**Work to complete:** After finding the line with "The width and" in the data below, set down exactly each line through the one with "Update state with", inclusive, and stop there.

**Records for processing:**

►

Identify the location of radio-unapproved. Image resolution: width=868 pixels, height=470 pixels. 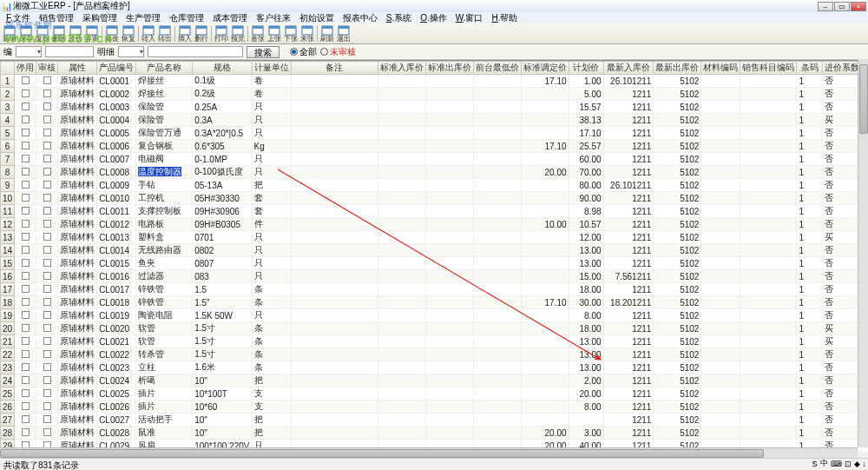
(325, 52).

◄
►

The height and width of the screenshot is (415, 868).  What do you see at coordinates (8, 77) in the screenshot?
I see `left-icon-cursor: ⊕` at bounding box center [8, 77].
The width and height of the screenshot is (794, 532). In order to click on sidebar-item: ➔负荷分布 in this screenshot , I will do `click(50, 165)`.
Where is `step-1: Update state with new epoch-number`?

◄

**Exercise response:**
The width and height of the screenshot is (794, 532). In order to click on sidebar-item: ➔负荷分布 in this screenshot , I will do `click(50, 165)`.
Where is `step-1: Update state with new epoch-number`?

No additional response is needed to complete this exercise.